In the realm of science, the quantum revolution which occurred 100 years ago was in fact an Aristotelian counter-revolution, as was recognized at the time by Werner Heisenberg (Physics and Philosophy, 1958). Quantum physics destroys the atomistic materialism that had dominated science for 300 years, revealing that so-called “particles” are not tiny, individual packets of matter but rather dispersed and interconnected waves of potentiality. Quantum theory is resolutely holistic and top-down in nature, enabling us to recognize the causally fundamental status of macroscopic systems, including living organisms. Quantum microphysics is explicitly self-limiting: it makes sense only in relation to a separate world or domain of observers and their macroscopic instruments, since it describes, not the location of microscopic entities, but only the probabilities of certain macroscopic events. The threat to human agency of physical reductionism and determinism has thus disappeared. Even teleology, the Aristotelian doctrine that natural things move spontaneously toward their proper ends, has been restored in the form of the least action principle (as in Richard Feynman’s path integral formulation). Systems move naturally along the best (most economical) path.

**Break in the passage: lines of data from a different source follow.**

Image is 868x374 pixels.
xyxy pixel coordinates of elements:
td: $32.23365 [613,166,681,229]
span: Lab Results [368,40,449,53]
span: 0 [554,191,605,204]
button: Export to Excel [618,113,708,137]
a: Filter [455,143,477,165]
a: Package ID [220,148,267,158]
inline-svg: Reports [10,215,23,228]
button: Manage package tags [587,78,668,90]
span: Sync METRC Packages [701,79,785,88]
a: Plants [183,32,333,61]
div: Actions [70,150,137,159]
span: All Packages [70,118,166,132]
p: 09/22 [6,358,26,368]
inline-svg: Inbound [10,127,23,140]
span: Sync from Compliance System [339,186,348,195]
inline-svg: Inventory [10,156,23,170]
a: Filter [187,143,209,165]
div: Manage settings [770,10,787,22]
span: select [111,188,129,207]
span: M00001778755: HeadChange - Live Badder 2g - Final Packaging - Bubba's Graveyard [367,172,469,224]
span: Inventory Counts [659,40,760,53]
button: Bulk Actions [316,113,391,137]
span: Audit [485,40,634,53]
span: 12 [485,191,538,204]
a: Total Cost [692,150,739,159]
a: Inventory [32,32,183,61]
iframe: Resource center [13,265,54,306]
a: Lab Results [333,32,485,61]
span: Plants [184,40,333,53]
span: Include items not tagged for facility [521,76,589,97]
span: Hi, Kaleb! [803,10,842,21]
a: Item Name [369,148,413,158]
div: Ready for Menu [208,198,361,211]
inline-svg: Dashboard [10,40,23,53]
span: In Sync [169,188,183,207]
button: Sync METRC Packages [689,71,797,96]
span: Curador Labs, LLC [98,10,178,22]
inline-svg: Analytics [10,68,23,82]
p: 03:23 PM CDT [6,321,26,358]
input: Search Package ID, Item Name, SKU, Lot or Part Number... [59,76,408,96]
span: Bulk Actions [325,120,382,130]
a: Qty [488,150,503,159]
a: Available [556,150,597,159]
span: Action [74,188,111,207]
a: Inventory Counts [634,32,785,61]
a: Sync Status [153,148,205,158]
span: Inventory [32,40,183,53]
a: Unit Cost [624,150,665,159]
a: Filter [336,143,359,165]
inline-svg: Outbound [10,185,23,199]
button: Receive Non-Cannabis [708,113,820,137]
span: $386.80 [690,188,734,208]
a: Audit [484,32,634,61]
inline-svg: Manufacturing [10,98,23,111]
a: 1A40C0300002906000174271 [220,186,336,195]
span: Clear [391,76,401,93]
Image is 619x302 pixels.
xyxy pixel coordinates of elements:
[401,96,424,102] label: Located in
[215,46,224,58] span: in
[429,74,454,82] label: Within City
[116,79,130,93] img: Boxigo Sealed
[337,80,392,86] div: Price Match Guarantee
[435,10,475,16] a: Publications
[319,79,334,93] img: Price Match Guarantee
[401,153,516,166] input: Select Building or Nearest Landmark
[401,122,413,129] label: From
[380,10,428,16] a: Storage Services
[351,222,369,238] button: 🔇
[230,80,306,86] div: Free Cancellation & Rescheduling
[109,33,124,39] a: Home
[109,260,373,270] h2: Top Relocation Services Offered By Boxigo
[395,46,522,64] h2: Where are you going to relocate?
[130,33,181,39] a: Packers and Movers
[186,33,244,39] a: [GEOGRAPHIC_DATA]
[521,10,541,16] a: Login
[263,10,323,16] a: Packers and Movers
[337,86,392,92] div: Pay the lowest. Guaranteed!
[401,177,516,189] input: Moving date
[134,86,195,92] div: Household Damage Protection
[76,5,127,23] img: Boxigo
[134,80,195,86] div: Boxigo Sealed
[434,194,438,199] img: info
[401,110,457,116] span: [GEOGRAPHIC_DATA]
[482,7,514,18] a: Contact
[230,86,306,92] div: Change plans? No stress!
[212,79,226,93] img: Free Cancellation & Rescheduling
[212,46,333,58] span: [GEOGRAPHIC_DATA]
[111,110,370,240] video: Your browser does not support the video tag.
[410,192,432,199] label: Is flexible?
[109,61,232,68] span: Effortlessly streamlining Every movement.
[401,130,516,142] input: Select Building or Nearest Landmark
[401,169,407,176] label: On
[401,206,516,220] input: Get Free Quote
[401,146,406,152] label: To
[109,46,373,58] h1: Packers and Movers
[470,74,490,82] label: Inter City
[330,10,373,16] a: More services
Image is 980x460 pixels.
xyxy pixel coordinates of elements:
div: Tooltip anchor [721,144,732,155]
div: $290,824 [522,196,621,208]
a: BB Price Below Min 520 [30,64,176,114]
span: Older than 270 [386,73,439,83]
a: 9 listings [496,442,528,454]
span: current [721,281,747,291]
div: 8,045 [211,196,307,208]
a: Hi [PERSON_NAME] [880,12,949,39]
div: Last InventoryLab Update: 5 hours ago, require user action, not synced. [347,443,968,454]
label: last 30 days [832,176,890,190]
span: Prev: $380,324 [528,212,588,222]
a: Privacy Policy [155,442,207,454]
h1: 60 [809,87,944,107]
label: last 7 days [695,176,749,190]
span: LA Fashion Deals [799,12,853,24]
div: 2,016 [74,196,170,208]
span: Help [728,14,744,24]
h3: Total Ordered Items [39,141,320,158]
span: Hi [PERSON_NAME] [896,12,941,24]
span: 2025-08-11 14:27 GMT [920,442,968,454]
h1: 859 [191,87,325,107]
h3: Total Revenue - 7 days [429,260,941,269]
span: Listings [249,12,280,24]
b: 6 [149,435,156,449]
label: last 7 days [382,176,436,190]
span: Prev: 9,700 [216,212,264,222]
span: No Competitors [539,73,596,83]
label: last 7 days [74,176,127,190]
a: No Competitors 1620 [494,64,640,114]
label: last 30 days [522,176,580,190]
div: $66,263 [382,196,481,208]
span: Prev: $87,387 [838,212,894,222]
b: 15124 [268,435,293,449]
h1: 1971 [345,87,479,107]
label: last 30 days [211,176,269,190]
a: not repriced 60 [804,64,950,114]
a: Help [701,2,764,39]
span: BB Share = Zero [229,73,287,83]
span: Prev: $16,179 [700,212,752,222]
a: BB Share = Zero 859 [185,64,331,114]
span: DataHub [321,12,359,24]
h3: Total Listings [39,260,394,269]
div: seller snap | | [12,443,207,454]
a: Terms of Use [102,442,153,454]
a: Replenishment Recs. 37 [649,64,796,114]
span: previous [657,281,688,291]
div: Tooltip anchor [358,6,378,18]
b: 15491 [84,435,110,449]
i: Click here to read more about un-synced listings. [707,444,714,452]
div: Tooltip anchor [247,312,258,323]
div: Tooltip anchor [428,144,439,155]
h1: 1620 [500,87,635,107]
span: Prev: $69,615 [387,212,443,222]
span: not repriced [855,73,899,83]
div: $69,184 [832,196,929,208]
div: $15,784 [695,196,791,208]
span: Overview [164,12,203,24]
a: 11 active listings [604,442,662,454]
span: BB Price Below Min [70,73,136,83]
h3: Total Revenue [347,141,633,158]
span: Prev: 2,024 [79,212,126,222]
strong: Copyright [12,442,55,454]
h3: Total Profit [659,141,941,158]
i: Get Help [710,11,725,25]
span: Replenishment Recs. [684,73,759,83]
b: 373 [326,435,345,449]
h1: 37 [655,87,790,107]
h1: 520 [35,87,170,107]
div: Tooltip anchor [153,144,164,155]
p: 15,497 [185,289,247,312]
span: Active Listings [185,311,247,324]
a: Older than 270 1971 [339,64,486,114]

Aristotle and the Evangelization of the West
Why does any of this matter to Christians? We know from historical experience that a culture shaped by Aristotle’s philosophy is exceptionally receptive to the gospel. Just as Roman law, Roman roads, and the freedom of the seas under the Roman Empire were key elements in the rapid spread of the gospel in late antiquity, Roman culture provided an intellectual environment primed for the implantation of Christian ideas, having absorbed the central tenets of Aristotle’s philosophy through the thought of later Stoics, Cicero, and the Neo-Platonists.Why does any of this matter to Christians? We know from historical experience that a culture shaped by Aristotle’s philosophy is exceptionally receptive to the gospel. Aristotelian Neo-Platonism in Alexandria brought both pagans and Christians together in fruitful collaboration. Eventually, pagan Aristotelians saw Christianity as the greatest threat, precisely because there was so much common ground between them. Aristotelians recognized the existence of objective moral standards, anchored in human nature and shared by all human beings. They believed in a transcendent, intelligent cause of the existence of the cosmos, and they believed that there is a divine spark of reason within human beings, enabling us to understand God’s creation to a significant degree. They gave central importance to the contemplation of these eternal truths, and they instructed their students to find their highest good in cooperation with others in a just society.
The principal cultural obstacles to the gospel in the world today arise from the absence of the salutary influence of Aristotle. The modern obsession with human technology and the mastery over nature and the post-modern despair about the existence of truth and transcendent meaning are both symptoms of the displacement of Aristotle by Francis Bacon’s technocratic pragmatism in the seventeenth century and Jean-Jacques Rousseau’s sentimental egoism in the eighteenth. As the Neo-Aristotelian revival gains strength, we may hope to see a new era of fruitfulness for evangelization of the Western world.